A two sided look at abortion

Jessen-Ohden

In light of the congressional testimonies concerning abortion, and because abortion has been a popular topic on our blog, I thought I would try and look at the issue from both sides. As with all debates there is a lot of complexity and I don’t see an easy answer. To me, the differences between the pill, the day after pill, and an early abortion seem tenuous and somewhat arbitrary—the location of a few cells. No matter how you do it, birth control is unnatural and stops somethings natural. And yes, I am including abstinence in the list of unnatural acts, particularly among a married couple. But there are many unnatural things that have improved the world, and I think birth control is one of them. And here I can sympathize with some of the pro-choice arguments.

Woman’s liberation has been more than a political movement; it has also been a technological feat. Continue reading

Abortion: Our Renewed Monstrosity

I just finished reading The Good Earth, a portrayal of thousands of years of ancient Chinese history wrapped up in the life of one man. Wang Lung is a father and farmer living in a world of tradition, superstition and blunt mortality, whose existence revolves around the dispassionate but life-giving land. Pearl S. Buck writes,

“There was only this perfect sympathy of movement, of turning this earth of theirs over and over to the sun, this earth which formed their home and fed their bodies and made their gods . . . Some time, in some age, bodies of men and women had been buried there, houses had stood there, had fallen, and gone back into the earth. So would also their house, some time, return into the earth, their bodies also. Each had his turn at this earth. They worked on, moving together— together— producing the fruit of this earth.”

The land is both nurturing and uncaring, life-providing and destroying. It exists beyond the little lives and little centuries. What in Modernity compares; how can we understand with our tiny first world problems and contingency-sparse existence? Yet as one reads, the vitality of the land imprints like a footprint in the soil of a freshly turned mind; one can feel one’s sympathies and world view shifting and even temporarily settling into an ancient order of life, of death, of birth. It is somehow familiar to some primal ancestral self, still stirring in the blood from ages ago.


| Exercise prompt |
Take the line containing "Where is each" and every line after it to the end of the records, and copy them exactly, excluding pictures.
Extracted information Start Marker
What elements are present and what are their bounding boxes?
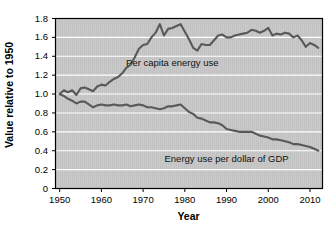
chart-figure: Value relative to 1950 00.20.40.60.81.01…	[0, 0, 336, 237]
annotation-label: Per capita energy use	[126, 57, 218, 68]
plot-area: Per capita energy useEnergy use per doll…	[0, 0, 336, 237]
x-axis-title: Year	[55, 210, 322, 222]
annotation-label: Energy use per dollar of GDP	[165, 153, 289, 164]
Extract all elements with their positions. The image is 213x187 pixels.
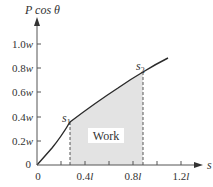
y-ticks bbox=[37, 44, 41, 141]
chart-canvas: 0.2w 0.4w 0.6w 0.8w 1.0w 0 0 0.4l 0.8l 1… bbox=[0, 0, 213, 187]
x-tick-label-1.2: 1.2l bbox=[173, 170, 190, 182]
x-axis-title: s bbox=[207, 158, 212, 172]
work-label: Work bbox=[93, 129, 119, 143]
y-origin-label: 0 bbox=[26, 158, 32, 170]
s2-label: s2 bbox=[136, 59, 145, 75]
y-tick-label-0.2: 0.2w bbox=[12, 135, 34, 147]
x-axis-arrow-icon bbox=[194, 162, 203, 168]
x-tick-label-0.4: 0.4l bbox=[77, 170, 94, 182]
y-tick-label-1.0: 1.0w bbox=[12, 38, 34, 50]
x-tick-label-0: 0 bbox=[35, 170, 41, 182]
y-axis-arrow-icon bbox=[34, 17, 40, 26]
work-shaded-area bbox=[70, 72, 143, 165]
y-tick-label-0.8: 0.8w bbox=[12, 62, 34, 74]
x-tick-label-0.8: 0.8l bbox=[125, 170, 142, 182]
s1-label: s1 bbox=[62, 111, 71, 127]
y-tick-label-0.6: 0.6w bbox=[12, 86, 34, 98]
y-axis-title: P cos θ bbox=[24, 3, 60, 17]
y-tick-label-0.4: 0.4w bbox=[12, 111, 34, 123]
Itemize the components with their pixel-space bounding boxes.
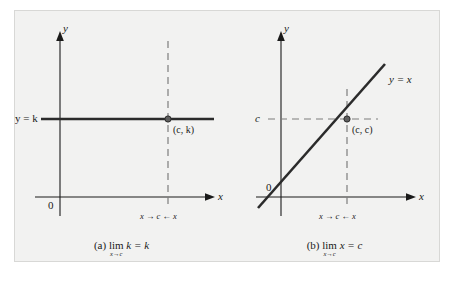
panel-b-x-axis-label: x <box>419 191 424 202</box>
figure-panel-frame: y x 0 y = k (c, k) x → c ← x (a) lim x→c… <box>14 10 440 262</box>
figure-panel-b: y x 0 c y = x (c, c) x → c ← x (b) lim x… <box>228 11 441 263</box>
panel-b-limit-subscript: x→c <box>322 250 337 257</box>
panel-b-origin-label: 0 <box>266 182 272 193</box>
figure-panel-a: y x 0 y = k (c, k) x → c ← x (a) lim x→c… <box>15 11 228 263</box>
panel-b-point-label: (c, c) <box>352 125 373 135</box>
panel-b-y-axis-label: y <box>284 23 289 34</box>
panel-b-x-axis-arrowhead <box>406 193 416 201</box>
figure-root: y x 0 y = k (c, k) x → c ← x (a) lim x→c… <box>0 0 452 281</box>
panel-a-approach-label: x → c ← x <box>140 212 177 221</box>
panel-a-x-axis-label: x <box>218 191 223 202</box>
panel-a-canvas <box>15 11 228 263</box>
panel-a-limit-subscript: x→c <box>109 250 124 257</box>
panel-b-marked-point <box>344 116 350 122</box>
panel-a-caption: (a) lim x→c k = k <box>15 239 228 251</box>
panel-a-caption-expression: k = k <box>126 239 149 251</box>
panel-a-limit-operator: lim x→c <box>109 239 124 251</box>
panel-b-function-line <box>258 64 385 208</box>
panel-a-y-axis-label: y <box>63 23 68 34</box>
panel-a-line-label: y = k <box>15 113 38 124</box>
panel-b-caption: (b) lim x→c x = c <box>228 239 441 251</box>
panel-a-origin-label: 0 <box>48 200 54 211</box>
panel-b-limit-operator: lim x→c <box>322 239 337 251</box>
panel-b-caption-prefix: (b) <box>307 239 320 251</box>
panel-a-x-axis-arrowhead <box>205 193 215 201</box>
panel-b-y-tick-label-c: c <box>255 113 260 124</box>
panel-a-marked-point <box>165 116 171 122</box>
panel-b-line-label: y = x <box>389 74 412 85</box>
panel-a-caption-prefix: (a) <box>94 239 106 251</box>
panel-a-point-label: (c, k) <box>173 125 194 135</box>
panel-b-canvas <box>228 11 441 263</box>
panel-b-approach-label: x → c ← x <box>319 212 356 221</box>
panel-b-caption-expression: x = c <box>340 239 363 251</box>
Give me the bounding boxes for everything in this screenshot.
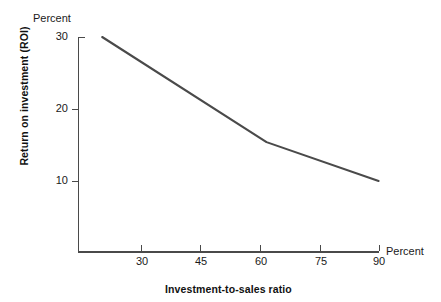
plot-area bbox=[0, 0, 441, 302]
chart-container: Percent 30 20 10 30 45 60 75 90 Percent … bbox=[0, 0, 441, 302]
data-series-line bbox=[102, 37, 378, 181]
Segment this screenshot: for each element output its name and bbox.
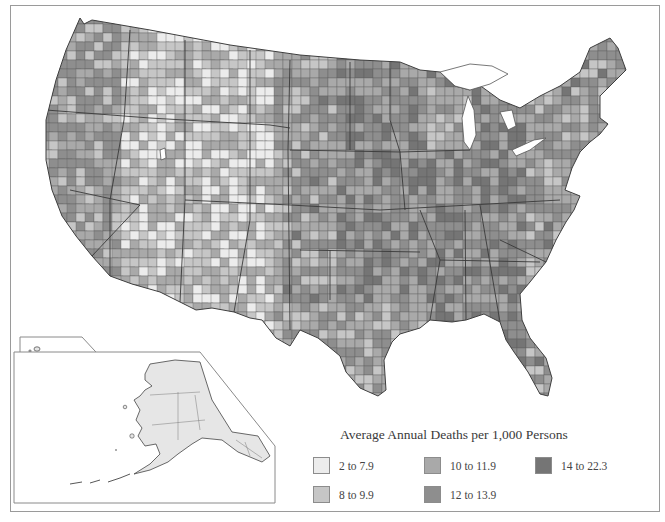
legend-swatch <box>313 457 330 474</box>
legend-label: 8 to 9.9 <box>339 489 374 501</box>
legend-item-2-to-7-9: 2 to 7.9 <box>313 457 374 474</box>
great-salt-lake <box>160 148 166 160</box>
legend-swatch <box>424 486 441 503</box>
legend: Average Annual Deaths per 1,000 Persons … <box>305 420 655 512</box>
legend-title: Average Annual Deaths per 1,000 Persons <box>340 427 568 443</box>
legend-label: 10 to 11.9 <box>450 460 496 472</box>
legend-swatch <box>313 486 330 503</box>
legend-label: 14 to 22.3 <box>561 460 607 472</box>
legend-item-12-to-13-9: 12 to 13.9 <box>424 486 496 503</box>
legend-label: 12 to 13.9 <box>450 489 496 501</box>
legend-label: 2 to 7.9 <box>339 460 374 472</box>
legend-swatch <box>424 457 441 474</box>
legend-item-10-to-11-9: 10 to 11.9 <box>424 457 496 474</box>
county-cells <box>40 15 634 402</box>
legend-item-8-to-9-9: 8 to 9.9 <box>313 486 374 503</box>
legend-item-14-to-22-3: 14 to 22.3 <box>535 457 607 474</box>
legend-swatch <box>535 457 552 474</box>
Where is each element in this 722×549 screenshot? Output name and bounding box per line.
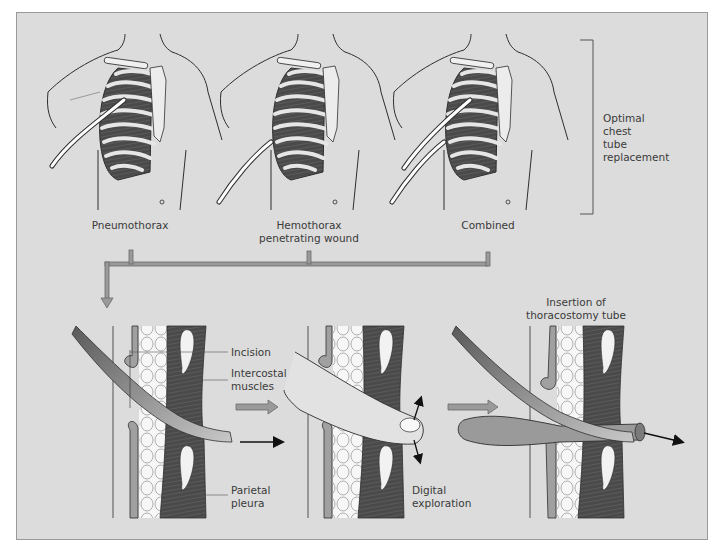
torso-hemothorax-illustration	[219, 34, 395, 210]
label-intercostal-muscles: Intercostal muscles	[231, 367, 287, 393]
label-optimal-chest-tube-replacement: Optimal chest tube replacement	[603, 112, 669, 164]
caption-hemothorax: Hemothorax penetrating wound	[259, 219, 359, 245]
step-insertion-illustration	[452, 326, 682, 518]
label-insertion-thoracostomy-tube: Insertion of thoracostomy tube	[526, 296, 626, 322]
caption-combined: Combined	[461, 219, 514, 232]
flow-arrow-1	[236, 400, 278, 414]
caption-pneumothorax: Pneumothorax	[92, 219, 169, 232]
optimal-bracket	[580, 40, 593, 214]
flow-connector	[101, 250, 490, 308]
torso-pneumothorax-illustration	[47, 34, 222, 210]
flow-arrow-2	[448, 400, 498, 414]
label-digital-exploration: Digital exploration	[412, 484, 471, 510]
step-digital-exploration-illustration	[284, 326, 423, 518]
torso-combined-illustration	[392, 34, 568, 210]
label-parietal-pleura: Parietal pleura	[231, 484, 270, 510]
illustration-canvas	[0, 0, 722, 549]
label-incision: Incision	[231, 346, 271, 359]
Extracted information End Marker
| Reply to the task |
Where is each element in this 722×549 screenshot? Output name and bounding box per line.
torso-hemothorax-illustration	[219, 34, 395, 210]
label-intercostal-muscles: Intercostal muscles	[231, 367, 287, 393]
label-optimal-chest-tube-replacement: Optimal chest tube replacement	[603, 112, 669, 164]
caption-hemothorax: Hemothorax penetrating wound	[259, 219, 359, 245]
step-insertion-illustration	[452, 326, 682, 518]
label-insertion-thoracostomy-tube: Insertion of thoracostomy tube	[526, 296, 626, 322]
caption-combined: Combined	[461, 219, 514, 232]
flow-arrow-1	[236, 400, 278, 414]
caption-pneumothorax: Pneumothorax	[92, 219, 169, 232]
optimal-bracket	[580, 40, 593, 214]
flow-connector	[101, 250, 490, 308]
torso-pneumothorax-illustration	[47, 34, 222, 210]
flow-arrow-2	[448, 400, 498, 414]
label-digital-exploration: Digital exploration	[412, 484, 471, 510]
step-digital-exploration-illustration	[284, 326, 423, 518]
torso-combined-illustration	[392, 34, 568, 210]
label-parietal-pleura: Parietal pleura	[231, 484, 270, 510]
illustration-canvas	[0, 0, 722, 549]
label-incision: Incision	[231, 346, 271, 359]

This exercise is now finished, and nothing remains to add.